The Talk / History Lesson

In current world news, on today’s newest episode of “I’m seriously not qualified for this job!”, I’ve been tasked with talking to a teenage girl about how underage drinking and smoking are very serious and should not be taken lightly. Great, just great. Not qualified, under qualified, whatever you want to say. This was not included in the parenthood guide! Well, maybe it was, but the kind doctors and nurses simply forgot to give me mine when they gave me all the other paperwork to complete post-birth. I was robbed!

simpler times

I’m not cut out for the enormous responsibility of these oh-so-important life talks. I genuinely don’t know what to say. But then I think back to working with children from unimaginable hardship. In a leadership position, I climbed my way up; somehow I did it then. Younger, more confident perhaps? Now I just sit here cringing, thinking WHY ME?! Again, I’m not qualified. No joke, Kel. My mother told us the story of her father finding out she smoked. She said her father made her smoke an entire cigar (his poison of choice) as punishment/lesson learning/complete craziness if you ask me. She said it was awful. Plot twist: it didn’t make her quit smoking though. She just learned she didn’t like the taste of cigars. Seriously not helpful, Mom. I can, with complete honesty, say I have never smoked anything. Not once. The smell of cigarettes gives me the feeling of all the oxygen being pulled from my lungs. Can’t make this up. I literally feel like I can’t breathe. And I can smell cigarette smoke from other cars if sitting in traffic. Weird, I know. Smoking may be the grossest habit anyone can have. But it is a habit and I know too many who have struggled to quit because it’s truly an addiction. As for drinking? Let’s just say – when I think back to what I used to do, I’m lucky to be alive; we’ll leave it at that.

The advice given to me was to talk about the safety aspects: cancer, juvenile record, even death. Sounds harmless, no pun intended. I feel like if I cap it off with a sentence sounding like ‘I was once your age and I did the same things, blah blah blah’ then it’s a well rounded conversation. Yet somehow this feels like a giant cop out – back to the unqualified statement. On the subject again of my misplaced parenthood book, it probably states do not include stories of your own teenage misadventures. But I imagine it doesn’t give you other available options either. Those of you in possession of this elusive book, feel free to chime in, please.

my face after ‘the talk”

There’s no winning here, is there? I suppose we just do what’s best in the moment, hope it turns out alright, and pray our children don’t end up in a mess only a miracle can fix. But there is a little voice inside me screaming ‘I’ll be damned if my child behaves this way!!’. She probably will. Face it now, Kel. My time is coming.

___________________

I ask you –

Did you get a book?! If you did, can I borrow it?

Any weird adverse reactions to another’s addictive habits?

Tell me what I should say! P.S. this isn’t my child I’m talking to. She’s 4. Let’s not rush things.

4 thoughts on “The Talk / History Lesson

  1. As far as the hard talks, reflect on those talks you had w your mother. Or the talks you never had and wish you did.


**What you have to do**: Each line that contains the word "Paris" is to be copied from the records below.

(Page and application data records)

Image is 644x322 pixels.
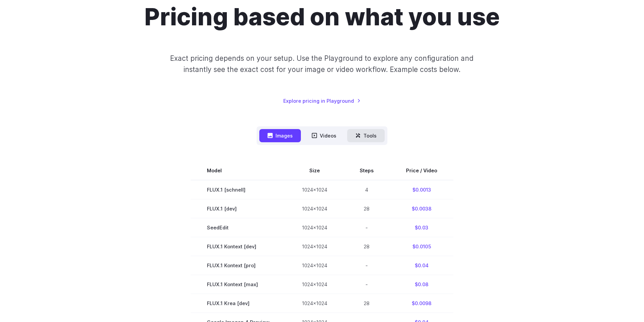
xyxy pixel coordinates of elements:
th: Size [286,161,343,180]
button: Videos [303,129,344,142]
td: FLUX.1 Kontext [max] [191,275,286,294]
td: SeedEdit [191,218,286,237]
h1: Pricing based on what you use [144,3,500,31]
td: 1024x1024 [286,218,343,237]
td: FLUX.1 Kontext [dev] [191,237,286,256]
p: Exact pricing depends on your setup. Use the Playground to explore any configuration and instantl... [157,53,487,75]
th: Model [191,161,286,180]
td: - [343,218,390,237]
td: 1024x1024 [286,256,343,275]
td: $0.08 [390,275,453,294]
td: $0.0038 [390,199,453,218]
td: - [343,256,390,275]
td: 4 [343,180,390,199]
td: $0.0098 [390,294,453,313]
td: FLUX.1 Kontext [pro] [191,256,286,275]
a: Explore pricing in Playground [283,97,360,105]
th: Price / Video [390,161,453,180]
td: FLUX.1 [dev] [191,199,286,218]
td: 1024x1024 [286,237,343,256]
td: $0.0105 [390,237,453,256]
td: 1024x1024 [286,275,343,294]
td: 1024x1024 [286,180,343,199]
button: Images [259,129,301,142]
td: - [343,275,390,294]
button: Tools [347,129,385,142]
td: 1024x1024 [286,199,343,218]
td: FLUX.1 [schnell] [191,180,286,199]
th: Steps [343,161,390,180]
td: 1024x1024 [286,294,343,313]
td: $0.04 [390,256,453,275]
td: $0.0013 [390,180,453,199]
td: FLUX.1 Krea [dev] [191,294,286,313]
td: $0.03 [390,218,453,237]
td: 28 [343,294,390,313]
td: 28 [343,237,390,256]
td: 28 [343,199,390,218]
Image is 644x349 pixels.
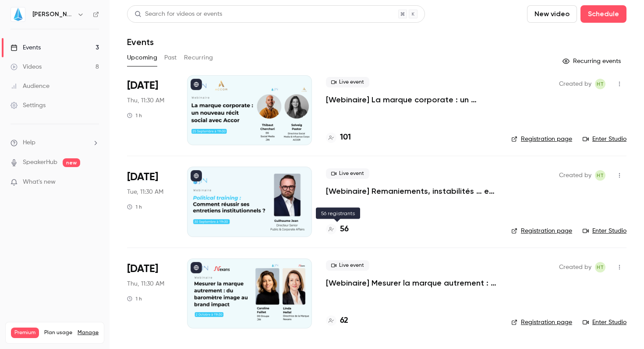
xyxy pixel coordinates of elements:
div: Search for videos or events [134,10,222,19]
button: Recurring events [558,54,626,68]
a: [Webinaire] Mesurer la marque autrement : du baromètre image au brand impact [326,278,497,288]
button: Schedule [580,5,626,23]
h1: Events [127,37,153,47]
div: Settings [10,101,46,110]
div: Audience [10,82,50,90]
iframe: Noticeable Trigger [89,178,99,186]
h4: 62 [340,315,348,327]
a: SpeakerHub [23,158,57,167]
span: Hugo Tauzin [594,262,605,273]
div: Videos [10,62,41,71]
span: [DATE] [127,170,158,184]
a: Registration page [511,227,572,235]
a: [Webinaire] La marque corporate : un nouveau récit social avec [PERSON_NAME] [326,94,497,105]
span: Help [23,138,36,147]
span: HT [596,262,603,273]
a: 56 [326,224,349,235]
span: Hugo Tauzin [594,170,605,181]
span: Thu, 11:30 AM [127,280,164,288]
span: Created by [559,79,591,89]
span: Created by [559,262,591,273]
button: Past [164,51,177,65]
span: Tue, 11:30 AM [127,188,163,196]
div: Sep 25 Thu, 11:30 AM (Europe/Paris) [127,75,173,145]
h6: [PERSON_NAME] [33,10,74,19]
span: Plan usage [44,329,72,336]
a: Manage [78,329,99,336]
span: Created by [559,170,591,181]
div: 1 h [127,112,142,119]
span: [DATE] [127,79,158,93]
h4: 56 [340,224,349,235]
a: Registration page [511,135,572,143]
div: Oct 2 Thu, 11:30 AM (Europe/Paris) [127,259,173,329]
span: Thu, 11:30 AM [127,96,164,105]
button: New video [527,5,577,23]
div: Events [10,43,41,52]
a: 62 [326,315,348,327]
a: Enter Studio [582,227,626,235]
span: Hugo Tauzin [594,79,605,89]
li: help-dropdown-opener [10,138,99,147]
span: Live event [326,168,369,179]
button: Recurring [184,51,214,65]
a: 101 [326,132,351,143]
a: Enter Studio [582,135,626,143]
span: [DATE] [127,262,158,276]
img: JIN [11,8,25,22]
div: 1 h [127,295,142,302]
a: [Webinaire] Remaniements, instabilités … et impact : comment réussir ses entretiens institutionne... [326,186,497,196]
span: HT [596,79,603,89]
button: Upcoming [127,51,158,65]
span: What's new [23,178,55,187]
span: Premium [11,327,39,338]
span: new [62,158,80,167]
a: Registration page [511,318,572,327]
h4: 101 [340,132,351,143]
div: Sep 30 Tue, 11:30 AM (Europe/Paris) [127,167,173,237]
span: Live event [326,260,369,271]
a: Enter Studio [582,318,626,327]
span: HT [596,170,603,181]
span: Live event [326,77,369,87]
div: 1 h [127,203,142,210]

**Solution below**:
div: Sep 25 Thu, 11:30 AM (Europe/Paris) [127,75,173,145]
div: Oct 2 Thu, 11:30 AM (Europe/Paris) [127,259,173,329]
div: Sep 30 Tue, 11:30 AM (Europe/Paris) [127,167,173,237]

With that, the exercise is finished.